Dance Workshop
Glasgow Open Dance School Miss Prissy
A movement-based workshop on Krump and the politics of how we teach, learn and listen with our bodies. Move with us!
Arika have been creating events since 2001. The Archive is space to share the documentation of our work, over 600 events from the past 20 years. Browse the archive by event, artists and collections, explore using theme pairs, or use the index for a comprehensive overview.
A movement-based workshop on Krump and the politics of how we teach, learn and listen with our bodies. Move with us!
A recording session for BBC Radio Scotland under the M74 ‘Ski Jump’ extension ramp, a secion of motorway that doesn’t go anywhere, one of several such structures that populate the motorway system in the centre of Glasgow.
A chat with Eugene Thacker. Can we rethink the world as unthinkable, and without us?
Edinburgh. Cask-strength electrohypnol and shroom damaged folk croonings by Lapsed Electronics empire builder.
Is it possible to dance our way out of the hardened stances and identity prisons we are locked in?
Ten short intimate one-on-one conversations with Robert Softley Gale – We all want to see ourselves reflected in the world around us—in society, in art, in culture… in porn?

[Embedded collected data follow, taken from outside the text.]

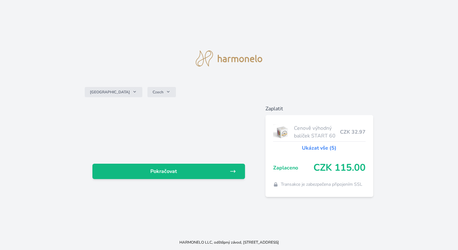 The height and width of the screenshot is (250, 458). I want to click on span: Pokračovat, so click(163, 171).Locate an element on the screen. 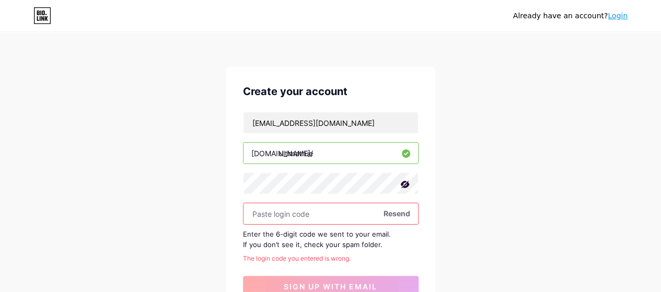  div: Already have an account? is located at coordinates (570, 16).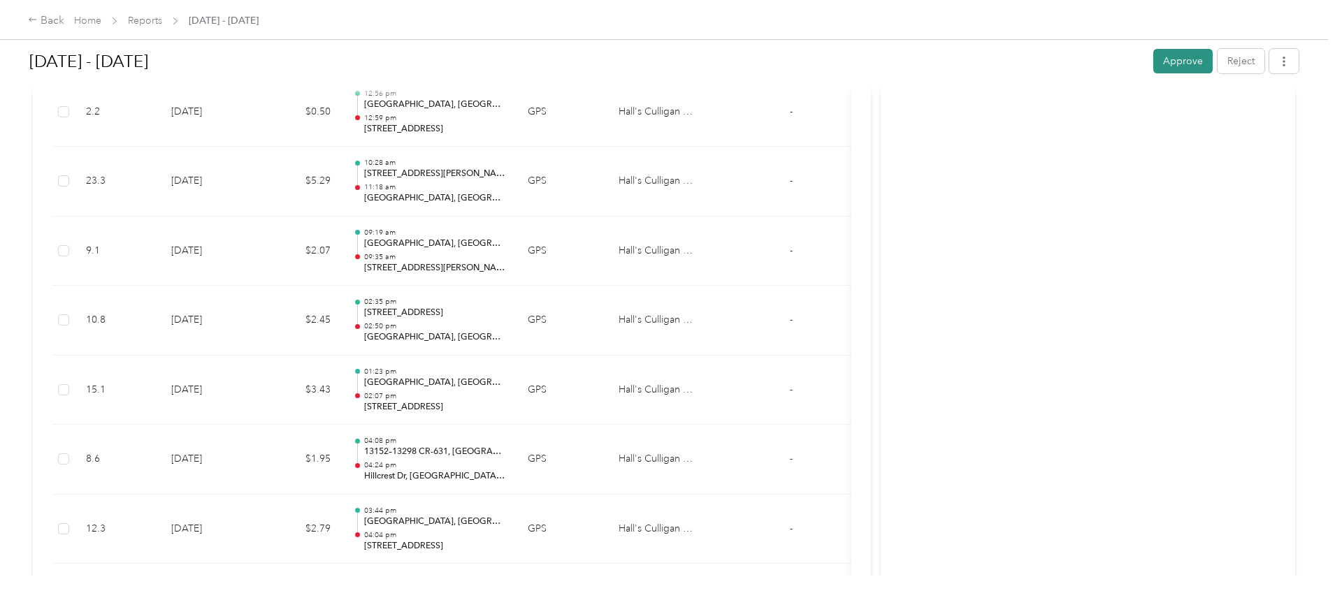 This screenshot has width=1335, height=600. Describe the element at coordinates (117, 321) in the screenshot. I see `td: 10.8` at that location.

Black-clad with an ominous aura created by their distorted guitar epics, burnt-out ballads and raucous mantric jams.
A freestyle performed conversation for bodies and voices – with the Queen of Krump, the master of Vogue Femme Dramatics and the rising star of Vogue Women’s Performance.
INSTAL’s third outing saw performances by AMM, Cosmos (Sachiko M & Ami Yoshida), Voreboms, Vibracathedral Orchestra with Matthew Bower and John Godbert, Paragon Ensemble, Merzbow and Ryoji Ikeda.

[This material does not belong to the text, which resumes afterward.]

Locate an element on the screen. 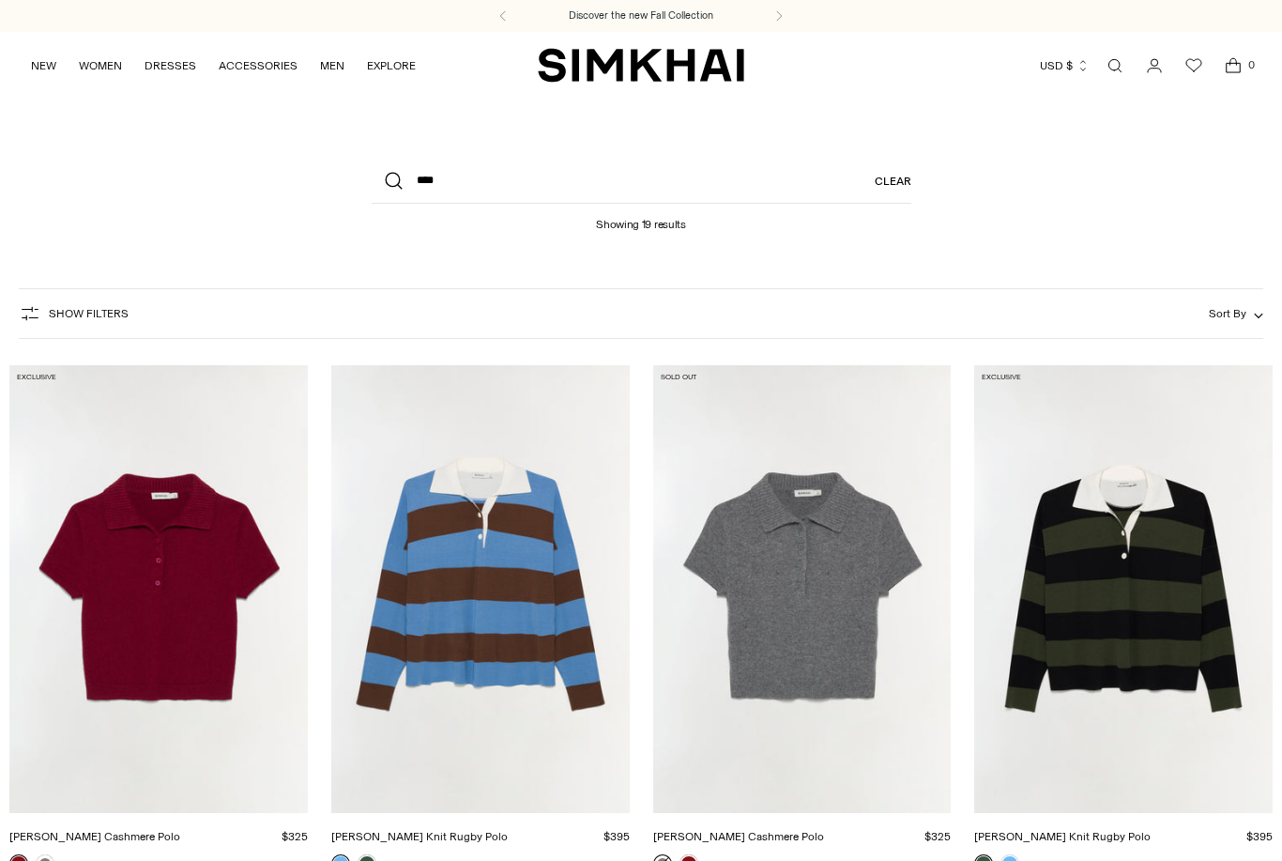 This screenshot has width=1282, height=861. a: WOMEN is located at coordinates (100, 66).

Glasgow based contemporary music group Paragon Ensemble performing an improvisation with Pete Dowling, Nick Fells, Robert Irvine and others.
A conversation about the movement for prison abolition and refusing the logic of race and sex that underpins the criminalisation and mass incarceration of communities.
A riot of 60’s psychedelia, magick, ritual and tight black leather, this programme highlights underground innovators who use and subvert pop music for their own experimental ends; and be warned, in Anger, there’s real darkness.